Monday, July 17, 2006

Durga Durga Durga

A fellow student gave me these two figurines this morning after a particularly strenuous yoga class. The deity on the left is the Baby Krishna stealing butter, which my friend felt suited me because, "you have a bit of the puer eternis* in you." Krishna, incidentally, wears a peacock feather in his hair. The other deity, on the right, I'd never heard of. She is the goddess Durga, with a lion and a man at her feet.

You might recall that I have a particularly strong relationship to the image in the tarot card, Strength. So here she is again, the lady taming the big cat. In this case, she rides it.

Synchronicities aside, I am reminded of how much I love knowing the traces of confluence in world cultures. All these things eastern that worked their way into the makeup of the West, it's a lush history. Except for the Bible, of course, spontaneously generated as it surely was. Nope, no influence there but for the hand of God. Right.




I might add that for the last few days I've been asking for a sign that I'm on the right track. Before receiving the gift this morning, I had been walking my dog on the neighbor's hill. I had a rather dark thought - something about feeling like giving up on some major things if I didn't see any movement in the next several months. I woun't tell you how dark a thought it was, but the moment it completed, I was startled by a large red-tailed hawk taking flight some fifteen feet away. The snap of those immense wings cleaving the air was quite loud, and the visual intense. Immediately I felt it as a warning to snap out of my bad attitude. That's right, go ahead and shake your fist at the universe; holler at the Gods. Real bright of me.

I also recalled that hawks are the symbol for "messenger." Which, incidentally, is synonomous with my name. Anyway, I think I got the message, or at least that hawk let me know another was on the way. So now I'm reading up on Durga, the beautiful Lion taming Goddess and killer of demons, and her nightstand companion, fat Butter Boy Krishna.

(*eternal youth. sometimes known as a Peter Pan Complex.)

5 comments:

Anonymous said...

Asterisk hidden,
I google 'puer eternis'--
Lo! It's John Stamos!

kissyface said...

one less syllable in the middle line, and you'd have had a Haiku!

POTASH said...

No influence on the Bible, of course you are being sarcastic... I really love to read theosophists and their esoteric knowledge from the orient. It is a convincing perspective and sort of ties mans history to the same roots... epistemologically.

kissyface said...

Potash - of course I've read much Joseph Campbell, but if you please, give me some short syllabus of your theosophists. I'd love to dig in.

Who said I was kidding about the Bible?

Oh, just foolin'. Really, I think it's so much richer a piece when read as metaphor and set in its historical/cultural context. There's a kind of magic in that. I wish folks didn't think that divesting it of it's "fact" somehow rendered it impotent. Quite the opposite - the psyche responds to things from the dream realm. Myth resonates. Metaphor speaks with poetic logic and truth, in ways we can't quite wrap out analytical brains around. Still, to me the paradigms are nearly worn out and a new one needs to be born.

I enjoyed your blog.

POTASH said...

I would say Joe Campbell is a western philosopher interested in ancient knowledge from a scholarly point of view.

The theosophists on the other seek that knowledge and use it to order their thinking and living.

The person credited with coining the term and bringing the knowledge to the west was madame blavatsky. (blavatsky.net would be a nice place to begin. The ful ltext of her seminal work in theosophy is at theosociety.org. It is called 'The Secret Doctrine' just incase you have to do a google search.

The esoteric knowledge as they call it links the Judaeo Christian religious tradition to its mystical Oriental roots. It makes for fascinating reading for an open mind anyway.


== TASK DIRECTIONS ==
Each line below containing the word "xlabel" needs to be shown.

*** SUPPLIED INFORMATION Section Begins ***

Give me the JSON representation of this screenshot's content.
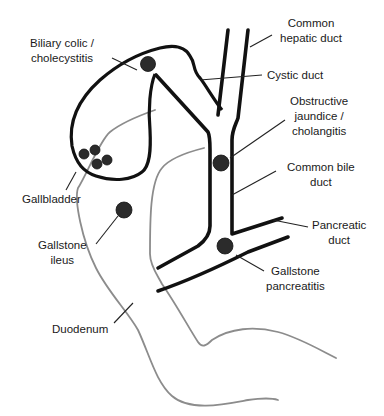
{
  "diagram": {
    "colors": {
      "duct_stroke": "#111111",
      "duodenum_stroke": "#8c8c8c",
      "stone_fill": "#2b2b2b",
      "background": "#ffffff"
    },
    "labels": {
      "biliary_colic": {
        "line1": "Biliary colic /",
        "line2": "cholecystitis"
      },
      "common_hepatic_duct": {
        "line1": "Common",
        "line2": "hepatic duct"
      },
      "cystic_duct": {
        "line1": "Cystic duct"
      },
      "obstructive_jaundice": {
        "line1": "Obstructive",
        "line2": "jaundice /",
        "line3": "cholangitis"
      },
      "common_bile_duct": {
        "line1": "Common bile",
        "line2": "duct"
      },
      "gallbladder": {
        "line1": "Gallbladder"
      },
      "pancreatic_duct": {
        "line1": "Pancreatic",
        "line2": "duct"
      },
      "gallstone_ileus": {
        "line1": "Gallstone",
        "line2": "ileus"
      },
      "gallstone_pancreatitis": {
        "line1": "Gallstone",
        "line2": "pancreatitis"
      },
      "duodenum": {
        "line1": "Duodenum"
      }
    },
    "stones": [
      {
        "site": "gallbladder neck",
        "label_ref": "biliary_colic"
      },
      {
        "site": "common bile duct",
        "label_ref": "obstructive_jaundice"
      },
      {
        "site": "ampulla",
        "label_ref": "gallstone_pancreatitis"
      },
      {
        "site": "duodenum/bowel",
        "label_ref": "gallstone_ileus"
      },
      {
        "site": "gallbladder body",
        "count": 4
      }
    ]
  }
}
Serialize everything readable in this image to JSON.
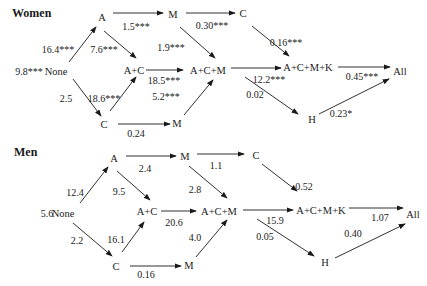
{
  "panels": [
    {
      "title": "Women",
      "nodes": {
        "none": "None",
        "a": "A",
        "c_low": "C",
        "ac": "A+C",
        "m_top": "M",
        "m_low": "M",
        "acm": "A+C+M",
        "c_top": "C",
        "acmk": "A+C+M+K",
        "h": "H",
        "all": "All"
      },
      "edges": {
        "none_value": "9.8***",
        "none_a": "16.4***",
        "none_c": "2.5",
        "a_ac": "7.6***",
        "c_ac": "18.6***",
        "a_m": "1.5***",
        "c_m": "0.24",
        "m_acm": "1.9***",
        "ac_acm": "18.5***",
        "m_low_acm": "5.2***",
        "m_c": "0.30***",
        "c_acmk": "0.16***",
        "acm_acmk": "12.2***",
        "acm_h": "0.02",
        "acmk_all": "0.45***",
        "h_all": "0.23*"
      }
    },
    {
      "title": "Men",
      "nodes": {
        "none": "None",
        "a": "A",
        "c_low": "C",
        "ac": "A+C",
        "m_top": "M",
        "m_low": "M",
        "acm": "A+C+M",
        "c_top": "C",
        "acmk": "A+C+M+K",
        "h": "H",
        "all": "All"
      },
      "edges": {
        "none_value": "5.6",
        "none_a": "12.4",
        "none_c": "2.2",
        "a_ac": "9.5",
        "c_ac": "16.1",
        "a_m": "2.4",
        "c_m": "0.16",
        "m_acm": "2.8",
        "ac_acm": "20.6",
        "m_low_acm": "4.0",
        "m_c": "1.1",
        "c_acmk": "0.52",
        "acm_acmk": "15.9",
        "acm_h": "0.05",
        "acmk_all": "1.07",
        "h_all": "0.40"
      }
    }
  ]
}
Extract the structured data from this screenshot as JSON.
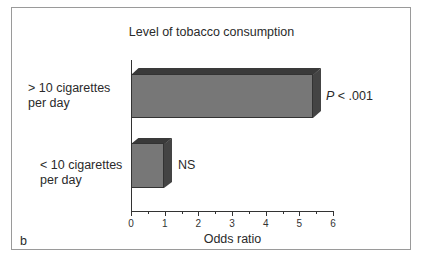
{
  "chart_data": {
    "type": "bar",
    "orientation": "horizontal",
    "style": "3d",
    "title": "Level of tobacco consumption",
    "categories": [
      "> 10 cigarettes per day",
      "< 10 cigarettes per day"
    ],
    "category_lines": [
      [
        "> 10 cigarettes",
        "per day"
      ],
      [
        "< 10 cigarettes",
        "per day"
      ]
    ],
    "values": [
      5.4,
      1.0
    ],
    "annotations": [
      {
        "prefix": "P",
        "text": " < .001"
      },
      {
        "prefix": "",
        "text": "NS"
      }
    ],
    "xlabel": "Odds ratio",
    "ylabel": "",
    "xlim": [
      0,
      6
    ],
    "xticks": [
      "0",
      "1",
      "2",
      "3",
      "4",
      "5",
      "6"
    ],
    "grid": false,
    "legend": null,
    "panel_label": "b",
    "bar_color": "#777777"
  }
}
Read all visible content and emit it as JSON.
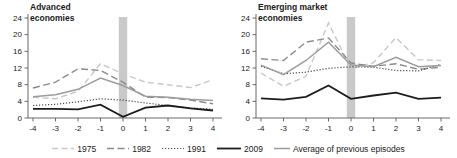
{
  "figure": {
    "band_color": "#c9c9c9",
    "axis_color": "#5a5a5a",
    "text_color": "#1a1a1a",
    "styles": {
      "y1975": {
        "color": "#c7c7c7",
        "dash": "6,3.5",
        "width": 1.4
      },
      "y1982": {
        "color": "#8a8a8a",
        "dash": "7,3.5",
        "width": 1.4
      },
      "y1991": {
        "color": "#4a4a4a",
        "dash": "1.2,1.8",
        "width": 1.2
      },
      "y2009": {
        "color": "#1c1c1c",
        "dash": "",
        "width": 1.8
      },
      "avg": {
        "color": "#9c9c9c",
        "dash": "",
        "width": 1.5
      }
    },
    "legend_items": [
      {
        "key": "y1975",
        "label": "1975"
      },
      {
        "key": "y1982",
        "label": "1982"
      },
      {
        "key": "y1991",
        "label": "1991"
      },
      {
        "key": "y2009",
        "label": "2009"
      },
      {
        "key": "avg",
        "label": "Average of previous episodes"
      }
    ]
  },
  "chart_data": [
    {
      "type": "line",
      "title": "Advanced economies",
      "title_lines": [
        "Advanced",
        "economies"
      ],
      "x": [
        -4,
        -3,
        -2,
        -1,
        0,
        1,
        2,
        3,
        4
      ],
      "xticks": [
        -4,
        -3,
        -2,
        -1,
        0,
        1,
        2,
        3,
        4
      ],
      "ylim": [
        0,
        24
      ],
      "yticks": [
        0,
        4,
        8,
        12,
        16,
        20,
        24
      ],
      "shaded_band_at_x": 0,
      "grid": false,
      "series": [
        {
          "key": "y1975",
          "name": "1975",
          "values": [
            5.0,
            4.6,
            6.4,
            13.0,
            10.6,
            8.6,
            8.0,
            7.3,
            9.2
          ]
        },
        {
          "key": "y1982",
          "name": "1982",
          "values": [
            7.2,
            8.6,
            11.8,
            11.4,
            8.6,
            5.0,
            4.9,
            4.3,
            3.4
          ]
        },
        {
          "key": "y1991",
          "name": "1991",
          "values": [
            3.0,
            3.3,
            3.9,
            4.6,
            4.3,
            3.6,
            3.0,
            2.4,
            2.1
          ]
        },
        {
          "key": "avg",
          "name": "Average of previous episodes",
          "values": [
            5.1,
            5.6,
            6.9,
            9.6,
            7.8,
            5.2,
            5.0,
            4.5,
            4.2
          ]
        },
        {
          "key": "y2009",
          "name": "2009",
          "values": [
            2.2,
            2.2,
            2.1,
            3.2,
            0.3,
            2.5,
            3.0,
            2.3,
            1.8
          ]
        }
      ]
    },
    {
      "type": "line",
      "title": "Emerging market economies",
      "title_lines": [
        "Emerging market",
        "economies"
      ],
      "x": [
        -4,
        -3,
        -2,
        -1,
        0,
        1,
        2,
        3,
        4
      ],
      "xticks": [
        -4,
        -3,
        -2,
        -1,
        0,
        1,
        2,
        3,
        4
      ],
      "ylim": [
        0,
        24
      ],
      "yticks": [
        0,
        4,
        8,
        12,
        16,
        20,
        24
      ],
      "shaded_band_at_x": 0,
      "grid": false,
      "series": [
        {
          "key": "y1975",
          "name": "1975",
          "values": [
            10.8,
            7.6,
            10.0,
            22.8,
            11.8,
            13.3,
            19.3,
            14.0,
            13.8
          ]
        },
        {
          "key": "y1982",
          "name": "1982",
          "values": [
            14.2,
            13.8,
            18.2,
            19.2,
            13.2,
            12.4,
            13.0,
            11.7,
            12.2
          ]
        },
        {
          "key": "y1991",
          "name": "1991",
          "values": [
            12.4,
            10.6,
            11.0,
            11.9,
            12.3,
            12.2,
            11.4,
            11.3,
            12.9
          ]
        },
        {
          "key": "avg",
          "name": "Average of previous episodes",
          "values": [
            12.7,
            10.4,
            13.8,
            18.2,
            12.7,
            12.3,
            14.6,
            12.3,
            12.6
          ]
        },
        {
          "key": "y2009",
          "name": "2009",
          "values": [
            4.7,
            4.4,
            5.1,
            7.8,
            4.6,
            5.4,
            6.1,
            4.6,
            4.9
          ]
        }
      ]
    }
  ]
}
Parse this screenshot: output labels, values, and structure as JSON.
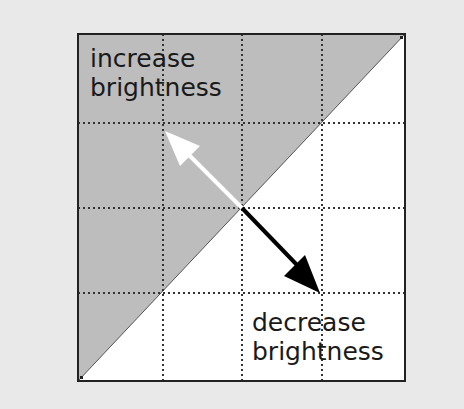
{
  "diagram": {
    "labels": {
      "top_left_line1": "increase",
      "top_left_line2": "brightness",
      "bottom_right_line1": "decrease",
      "bottom_right_line2": "brightness"
    },
    "corner_markers": {
      "top_right": "2",
      "bottom_left": "1"
    },
    "colors": {
      "background": "#e9e9e9",
      "shaded_region": "#bdbdbd",
      "unshaded_region": "#ffffff",
      "increase_arrow": "#ffffff",
      "decrease_arrow": "#000000",
      "grid_lines": "#333333"
    },
    "grid": {
      "rows": 4,
      "cols": 4
    }
  }
}
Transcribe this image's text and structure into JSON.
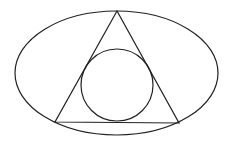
{
  "diagram": {
    "stroke_color": "#222222",
    "background": "#ffffff",
    "ellipse": {
      "cx": 116.5,
      "cy": 73,
      "rx": 101.5,
      "ry": 62
    },
    "triangle": {
      "points": [
        [
          117,
          11
        ],
        [
          55,
          122
        ],
        [
          179,
          123
        ]
      ]
    },
    "circle": {
      "cx": 117,
      "cy": 85,
      "r": 36
    }
  }
}
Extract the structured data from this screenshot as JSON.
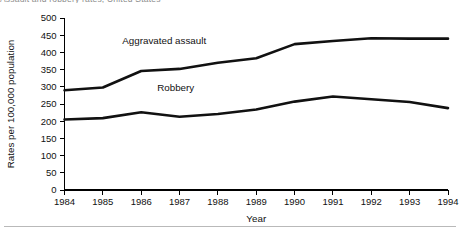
{
  "page": {
    "clipped_caption": "Assault and robbery rates, United States",
    "background_color": "#ffffff",
    "line_color": "#111111",
    "rule_color": "#b9b9b9"
  },
  "chart_data": {
    "type": "line",
    "title": "",
    "xlabel": "Year",
    "ylabel": "Rates per 100,000 population",
    "x": [
      1984,
      1985,
      1986,
      1987,
      1988,
      1989,
      1990,
      1991,
      1992,
      1993,
      1994
    ],
    "xtick_labels": [
      "1984",
      "1985",
      "1986",
      "1987",
      "1988",
      "1989",
      "1990",
      "1991",
      "1992",
      "1993",
      "1994"
    ],
    "ytick_labels": [
      "0",
      "50",
      "100",
      "150",
      "200",
      "250",
      "300",
      "350",
      "400",
      "450",
      "500"
    ],
    "yticks": [
      0,
      50,
      100,
      150,
      200,
      250,
      300,
      350,
      400,
      450,
      500
    ],
    "ylim": [
      0,
      500
    ],
    "grid": false,
    "legend_position": "inline-labels",
    "series": [
      {
        "name": "Aggravated assault",
        "label_x": 1986.6,
        "label_y": 425,
        "values": [
          290,
          298,
          346,
          352,
          370,
          383,
          424,
          433,
          441,
          440,
          440
        ]
      },
      {
        "name": "Robbery",
        "label_x": 1986.9,
        "label_y": 288,
        "values": [
          205,
          209,
          226,
          213,
          221,
          234,
          257,
          272,
          264,
          256,
          238
        ]
      }
    ]
  }
}
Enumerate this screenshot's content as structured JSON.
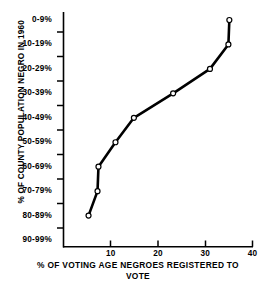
{
  "chart_data": {
    "type": "line",
    "title": "",
    "xlabel": "% OF  VOTING AGE NEGROES REGISTERED TO VOTE",
    "ylabel": "% OF COUNTY POPULATION NEGRO IN 1960",
    "orientation": "y-categorical-descending",
    "grid": false,
    "legend": null,
    "marker": "open-circle",
    "line_color": "#000000",
    "marker_fill": "#ffffff",
    "xlim": [
      0,
      40
    ],
    "xticks": [
      10,
      20,
      30,
      40
    ],
    "xtick_labels": [
      "10",
      "20",
      "30",
      "40"
    ],
    "x_minor_ticks": [],
    "ycategories": [
      "0-9%",
      "10-19%",
      "20-29%",
      "30-39%",
      "40-49%",
      "50-59%",
      "60-69%",
      "70-79%",
      "80-89%",
      "90-99%"
    ],
    "points": [
      {
        "category": "0-9%",
        "x": 35.1
      },
      {
        "category": "10-19%",
        "x": 34.9
      },
      {
        "category": "20-29%",
        "x": 31.0
      },
      {
        "category": "30-39%",
        "x": 23.2
      },
      {
        "category": "40-49%",
        "x": 14.9
      },
      {
        "category": "50-59%",
        "x": 11.0
      },
      {
        "category": "60-69%",
        "x": 7.4
      },
      {
        "category": "70-79%",
        "x": 7.2
      },
      {
        "category": "80-89%",
        "x": 5.3
      },
      {
        "category": "90-99%",
        "x": null
      }
    ],
    "values": [
      35.1,
      34.9,
      31.0,
      23.2,
      14.9,
      11.0,
      7.4,
      7.2,
      5.3,
      null
    ]
  },
  "axes": {
    "x_title_line1": "% OF  VOTING AGE NEGROES REGISTERED TO",
    "x_title_line2": "VOTE",
    "y_title": "% OF COUNTY POPULATION NEGRO IN 1960",
    "ytick_labels": [
      "0-9%",
      "10-19%",
      "20-29%",
      "30-39%",
      "40-49%",
      "50-59%",
      "60-69%",
      "70-79%",
      "80-89%",
      "90-99%"
    ],
    "xtick_labels": [
      "10",
      "20",
      "30",
      "40"
    ]
  }
}
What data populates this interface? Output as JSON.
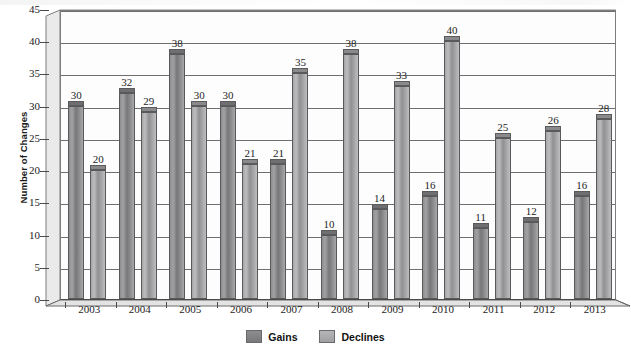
{
  "chart_data": {
    "type": "bar",
    "title": "",
    "subtitle": "",
    "xlabel": "",
    "ylabel": "Number of Changes",
    "categories": [
      "2003",
      "2004",
      "2005",
      "2006",
      "2007",
      "2008",
      "2009",
      "2010",
      "2011",
      "2012",
      "2013"
    ],
    "series": [
      {
        "name": "Gains",
        "color": "#8b8b8e",
        "values": [
          30,
          32,
          38,
          30,
          21,
          10,
          14,
          16,
          11,
          12,
          16
        ]
      },
      {
        "name": "Declines",
        "color": "#b2b2b5",
        "values": [
          20,
          29,
          30,
          21,
          35,
          38,
          33,
          40,
          25,
          26,
          28
        ]
      }
    ],
    "ylim": [
      0,
      45
    ],
    "ytick_step": 5,
    "yticks": [
      "0",
      "5",
      "10",
      "15",
      "20",
      "25",
      "30",
      "35",
      "40",
      "45"
    ],
    "grid": true,
    "legend_position": "bottom-center",
    "style": "3d-clustered-column",
    "data_labels": true
  },
  "legend": {
    "items": [
      {
        "label": "Gains"
      },
      {
        "label": "Declines"
      }
    ]
  },
  "axes": {
    "y_axis_title": "Number of Changes"
  }
}
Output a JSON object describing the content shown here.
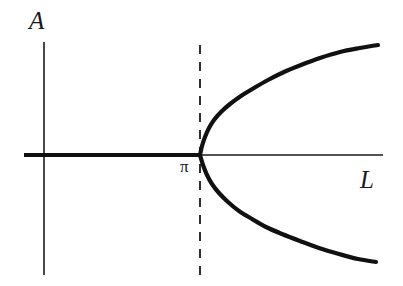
{
  "figure": {
    "background_color": "#ffffff",
    "ink_color": "#1a1a1a",
    "width": 403,
    "height": 286
  },
  "labels": {
    "y_axis": "A",
    "x_axis": "L",
    "bifurcation_point": "π"
  },
  "chart_data": {
    "type": "line",
    "title": "",
    "subtitle": "",
    "xlabel": "L",
    "ylabel": "A",
    "grid": false,
    "legend": null,
    "legend_position": "none",
    "axis_style": "arrowless-cross-axes",
    "origin_pixel": {
      "x": 44,
      "y": 155
    },
    "x_axis_pixel_extent": [
      24,
      383
    ],
    "y_axis_pixel_extent": [
      42,
      275
    ],
    "xlim": [
      -0.6,
      4.4
    ],
    "ylim": [
      -1.4,
      1.4
    ],
    "xticks": [],
    "yticks": [],
    "annotations": [
      {
        "text": "π",
        "meaning": "critical value of L at which the pitchfork bifurcation occurs",
        "x_pixel": 186,
        "y_pixel": 168,
        "data_x": 3.14159,
        "data_y": 0
      }
    ],
    "reference_lines": [
      {
        "name": "critical-L-dashed-line",
        "orientation": "vertical",
        "style": "dashed",
        "data_x": 3.14159,
        "x_pixel": 200,
        "y_pixel_extent": [
          45,
          275
        ],
        "linewidth": 1.8,
        "dash_pattern": "9 8"
      }
    ],
    "series": [
      {
        "name": "trivial-branch",
        "description": "stable zero solution A = 0 for L < π",
        "style": "solid-thick",
        "linewidth": 4.2,
        "points_pixel": [
          [
            24,
            155
          ],
          [
            200,
            155
          ]
        ],
        "x": [
          -0.55,
          3.14159
        ],
        "values": [
          0,
          0
        ]
      },
      {
        "name": "upper-branch",
        "description": "positive amplitude branch emerging at L = π, square-root growth",
        "style": "solid-thick",
        "linewidth": 4.2,
        "points_pixel": [
          [
            200,
            155
          ],
          [
            202,
            146
          ],
          [
            205,
            137
          ],
          [
            209,
            128
          ],
          [
            214,
            120
          ],
          [
            221,
            112
          ],
          [
            230,
            104
          ],
          [
            241,
            96
          ],
          [
            254,
            88
          ],
          [
            268,
            80
          ],
          [
            284,
            72
          ],
          [
            301,
            65
          ],
          [
            320,
            58
          ],
          [
            340,
            52
          ],
          [
            360,
            48
          ],
          [
            378,
            45
          ]
        ],
        "x": [
          3.14159,
          3.18,
          3.24,
          3.33,
          3.44,
          3.58,
          3.77,
          4.0,
          4.27,
          4.57,
          4.9,
          5.26,
          5.65,
          6.07,
          6.49,
          6.87
        ],
        "values": [
          0,
          0.06,
          0.13,
          0.19,
          0.25,
          0.31,
          0.36,
          0.42,
          0.48,
          0.54,
          0.59,
          0.64,
          0.69,
          0.74,
          0.76,
          0.79
        ]
      },
      {
        "name": "lower-branch",
        "description": "negative amplitude branch emerging at L = π, mirror of upper branch",
        "style": "solid-thick",
        "linewidth": 4.2,
        "points_pixel": [
          [
            200,
            155
          ],
          [
            203,
            165
          ],
          [
            207,
            175
          ],
          [
            212,
            184
          ],
          [
            219,
            193
          ],
          [
            228,
            202
          ],
          [
            239,
            211
          ],
          [
            252,
            219
          ],
          [
            266,
            227
          ],
          [
            282,
            234
          ],
          [
            300,
            241
          ],
          [
            319,
            248
          ],
          [
            339,
            254
          ],
          [
            358,
            259
          ],
          [
            376,
            262
          ]
        ],
        "x": [
          3.14159,
          3.2,
          3.27,
          3.37,
          3.51,
          3.69,
          3.92,
          4.19,
          4.48,
          4.82,
          5.2,
          5.6,
          6.01,
          6.42,
          6.8
        ],
        "values": [
          0,
          -0.07,
          -0.14,
          -0.21,
          -0.27,
          -0.34,
          -0.4,
          -0.46,
          -0.51,
          -0.57,
          -0.61,
          -0.66,
          -0.71,
          -0.74,
          -0.76
        ]
      }
    ]
  }
}
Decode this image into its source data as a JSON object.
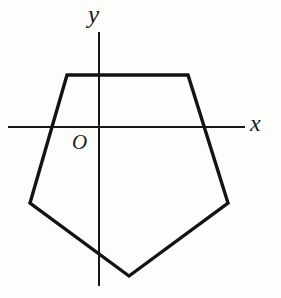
{
  "figure": {
    "kind": "geometry-diagram",
    "background_color": "#fdfdfc",
    "width": 281,
    "height": 298
  },
  "axes": {
    "x_axis": {
      "label": "x",
      "color": "#181818",
      "stroke_width": 2,
      "x_start": 8,
      "x_end": 245,
      "y": 127
    },
    "y_axis": {
      "label": "y",
      "color": "#181818",
      "stroke_width": 2,
      "y_start": 32,
      "y_end": 286,
      "x": 99
    },
    "origin": {
      "label": "O",
      "x": 99,
      "y": 127
    }
  },
  "shape": {
    "name": "pentagon",
    "stroke_color": "#131313",
    "stroke_width": 3.4,
    "fill": "none",
    "vertex_count": 5,
    "points": "67,75 188,75 228,203 129,276 30,203",
    "vertices": [
      {
        "name": "top-left",
        "x": 67,
        "y": 75
      },
      {
        "name": "top-right",
        "x": 188,
        "y": 75
      },
      {
        "name": "right",
        "x": 228,
        "y": 203
      },
      {
        "name": "bottom",
        "x": 129,
        "y": 276
      },
      {
        "name": "left",
        "x": 30,
        "y": 203
      }
    ]
  }
}
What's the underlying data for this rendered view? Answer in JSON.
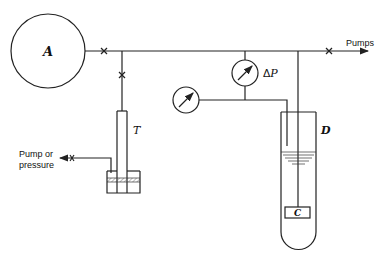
{
  "diagram": {
    "labels": {
      "vessel_a": "A",
      "tube_t": "T",
      "dewar_d": "D",
      "sample_c": "C",
      "delta_p": "ΔP",
      "delta_symbol": "Δ",
      "p_symbol": "P",
      "pumps": "Pumps",
      "pump_or_pressure_line1": "Pump or",
      "pump_or_pressure_line2": "pressure"
    },
    "components": [
      {
        "id": "A",
        "type": "vessel",
        "shape": "circle"
      },
      {
        "id": "T",
        "type": "tube",
        "shape": "rectangle"
      },
      {
        "id": "reservoir",
        "type": "liquid-reservoir",
        "shape": "rectangle"
      },
      {
        "id": "D",
        "type": "dewar",
        "shape": "u-tube"
      },
      {
        "id": "C",
        "type": "sample-container",
        "shape": "rectangle"
      },
      {
        "id": "gauge-delta-p",
        "type": "differential-pressure-gauge"
      },
      {
        "id": "gauge-pressure",
        "type": "pressure-gauge"
      }
    ],
    "valves": [
      "valve-a-line",
      "valve-t-line",
      "valve-pumps",
      "valve-pump-or-pressure"
    ],
    "line_color": "#222222"
  }
}
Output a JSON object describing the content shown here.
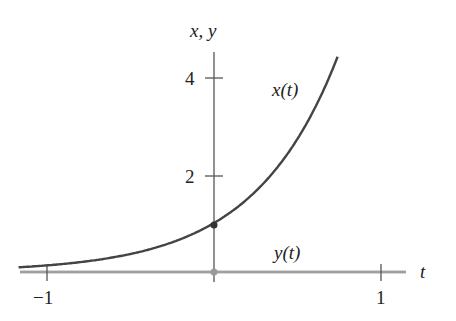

*** SUPPLIED INFORMATION Section Ends ***

== ANSWER BELOW ==
    "xlabel": "Odds ratio",
    "xlabel": "Year",
    "xlabel": "% OF  VOTING AGE NEGROES REGISTERED TO VOTE",
    "xlabel": "",
    "xlabel": "L",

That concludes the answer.